Senior Editor for Congressional Quarterly to Speak on Middle East Policy Oct. 8 at UNC Wilmington
Tuesday, September 29, 2009
Jonathan Broder, senior editor for defense and foreign policy at Congressional Quarterly Weekly, will speak at 7 p.m., Thursday, Oct. 8 in Burney Center Ballroom B on the campus of the University of North Carolina Wilmington. The lecture is free and open to the public.Titled “The Hurt Locker: U.S. Policy in the Middle East,” Broder’s talk is sponsored by the Department of Public and International Affairs as part of its annual “Poli Sci Days” for students. He will discuss the history of U.S. initiatives with the Middle East since the end of WWII and the challenges the Obama Administration faces in Iran, Afghanistan-Pakistan and the Israeli-Arab conflict.

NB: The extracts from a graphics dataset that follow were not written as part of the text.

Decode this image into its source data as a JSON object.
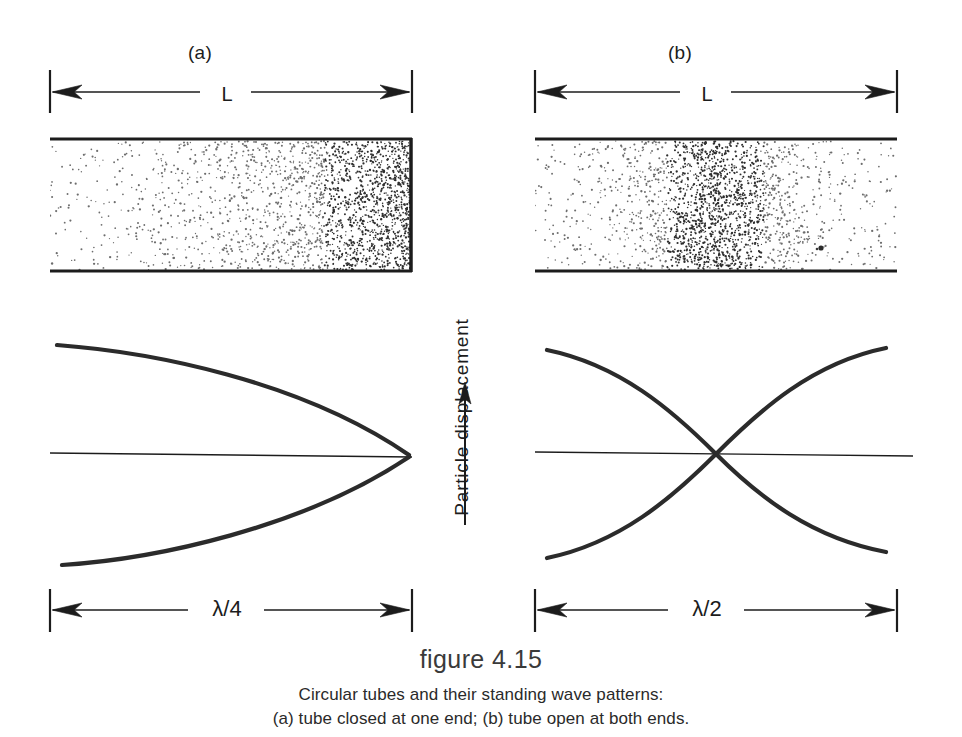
{
  "figure": {
    "number": "figure 4.15",
    "caption_lines": [
      "Circular tubes and their standing wave patterns:",
      "(a) tube closed at one end; (b) tube open at both ends."
    ],
    "axis_label": "Particle  displacement",
    "ink_color": "#1c1c1c",
    "background_color": "#ffffff"
  },
  "panels": [
    {
      "id": "a",
      "label": "(a)",
      "length_label": "L",
      "wavelength_label": "λ/4",
      "wavelength_lambda": "λ",
      "wavelength_fraction": "4",
      "tube_type": "closed at one end",
      "closed_end": "right",
      "open_end": "left",
      "density_description": "particle density increases toward closed right end",
      "wave_pattern": "quarter wavelength: displacement antinode at open left end, node at closed right end"
    },
    {
      "id": "b",
      "label": "(b)",
      "length_label": "L",
      "wavelength_label": "λ/2",
      "wavelength_lambda": "λ",
      "wavelength_fraction": "2",
      "tube_type": "open at both ends",
      "closed_end": "none",
      "open_end": "both",
      "density_description": "particle density peaks at tube center",
      "wave_pattern": "half wavelength: displacement antinodes at both open ends, node at center"
    }
  ],
  "chart_data": {
    "type": "line",
    "title": "figure 4.15",
    "subtitle": "Circular tubes and their standing wave patterns: (a) tube closed at one end; (b) tube open at both ends.",
    "xlabel": "",
    "ylabel": "Particle  displacement",
    "grid": false,
    "legend": "none",
    "panels": [
      {
        "name": "(a) tube closed at one end",
        "xlim": [
          0,
          1
        ],
        "ylim": [
          -1,
          1
        ],
        "x_axis_span_label": "λ/4",
        "tube_length_label": "L",
        "series": [
          {
            "name": "upper envelope",
            "comment": "cos(pi*x/2) quarter-cosine from +1 at x=0 to 0 at x=1",
            "x": [
              0,
              0.1,
              0.2,
              0.3,
              0.4,
              0.5,
              0.6,
              0.7,
              0.8,
              0.9,
              1.0
            ],
            "values": [
              1.0,
              0.988,
              0.951,
              0.891,
              0.809,
              0.707,
              0.588,
              0.454,
              0.309,
              0.156,
              0.0
            ]
          },
          {
            "name": "lower envelope",
            "comment": "-cos(pi*x/2) mirror of upper envelope",
            "x": [
              0,
              0.1,
              0.2,
              0.3,
              0.4,
              0.5,
              0.6,
              0.7,
              0.8,
              0.9,
              1.0
            ],
            "values": [
              -1.0,
              -0.988,
              -0.951,
              -0.891,
              -0.809,
              -0.707,
              -0.588,
              -0.454,
              -0.309,
              -0.156,
              0.0
            ]
          },
          {
            "name": "zero axis",
            "comment": "reference line of zero particle displacement",
            "x": [
              0,
              1
            ],
            "values": [
              0,
              0
            ]
          }
        ]
      },
      {
        "name": "(b) tube open at both ends",
        "xlim": [
          0,
          1
        ],
        "ylim": [
          -1,
          1
        ],
        "x_axis_span_label": "λ/2",
        "tube_length_label": "L",
        "series": [
          {
            "name": "upper envelope",
            "comment": "cos(pi*x) half-cosine from +1 at x=0 through 0 at x=0.5 to -1 at x=1",
            "x": [
              0,
              0.1,
              0.2,
              0.3,
              0.4,
              0.5,
              0.6,
              0.7,
              0.8,
              0.9,
              1.0
            ],
            "values": [
              1.0,
              0.951,
              0.809,
              0.588,
              0.309,
              0.0,
              -0.309,
              -0.588,
              -0.809,
              -0.951,
              -1.0
            ]
          },
          {
            "name": "lower envelope",
            "comment": "-cos(pi*x) mirror of upper envelope",
            "x": [
              0,
              0.1,
              0.2,
              0.3,
              0.4,
              0.5,
              0.6,
              0.7,
              0.8,
              0.9,
              1.0
            ],
            "values": [
              -1.0,
              -0.951,
              -0.809,
              -0.588,
              -0.309,
              0.0,
              0.309,
              0.588,
              0.809,
              0.951,
              1.0
            ]
          },
          {
            "name": "zero axis",
            "comment": "reference line of zero particle displacement",
            "x": [
              0,
              1
            ],
            "values": [
              0,
              0
            ]
          }
        ]
      }
    ],
    "gas_density": [
      {
        "panel": "(a)",
        "comment": "stipple density along tube, left(open) to right(closed), relative 0-1",
        "x": [
          0.0,
          0.1,
          0.2,
          0.3,
          0.4,
          0.5,
          0.6,
          0.7,
          0.8,
          0.9,
          1.0
        ],
        "values": [
          0.06,
          0.08,
          0.1,
          0.13,
          0.17,
          0.23,
          0.31,
          0.44,
          0.62,
          0.85,
          1.0
        ]
      },
      {
        "panel": "(b)",
        "comment": "stipple density along tube, peaks at center (pressure antinode)",
        "x": [
          0.0,
          0.1,
          0.2,
          0.3,
          0.4,
          0.5,
          0.6,
          0.7,
          0.8,
          0.9,
          1.0
        ],
        "values": [
          0.08,
          0.1,
          0.14,
          0.3,
          0.68,
          1.0,
          0.68,
          0.3,
          0.14,
          0.1,
          0.08
        ]
      }
    ]
  }
}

Broder joined CQ in 2002 and reported from Iraq on the U.S. occupation. He has worked as a foreign correspondent in the Middle East, South Asia and the Far East for the Associated Press, NBC News and the Chicago Tribune. Based in Jerusalem and Beirut, he covered the 1973 Middle East war, the 1974 Turkish invasion of Cyprus, the 1975 Lebanese civil war and its aftermath, the 1979 Iranian revolution, the 1980-1988 Iraq-Iran war, the 1981 imposition of martial law in Poland, the 1982 Israeli invasion of Lebanon, and the Palestinian intifada in the West Bank and Gaza Strip. Returning to the U.S. in 1990, Broder worked in Washington as a reporter, editor and lecturer, covering foreign affairs, defense and national security for the San Francisco Examiner, National Public Radio, Salon and MSNBC.com.
He has won a number of awards, including the Society of Professional Journalists’ Peter Lisagor award for his coverage of Afghanistan.
Media contact:
Dana Fischetti, media relations manager, 910.962.7259 or fischettid@uncw.edu
Note to media: In addition to his public lecture, Broder will participate in an interview at 2 p.m. Friday, Oct. 9 with UNCW faculty member Remonda Kleinberg. Media are welcome to attend this event, which is in the Leutze Hall TV studio on the first floor of the building.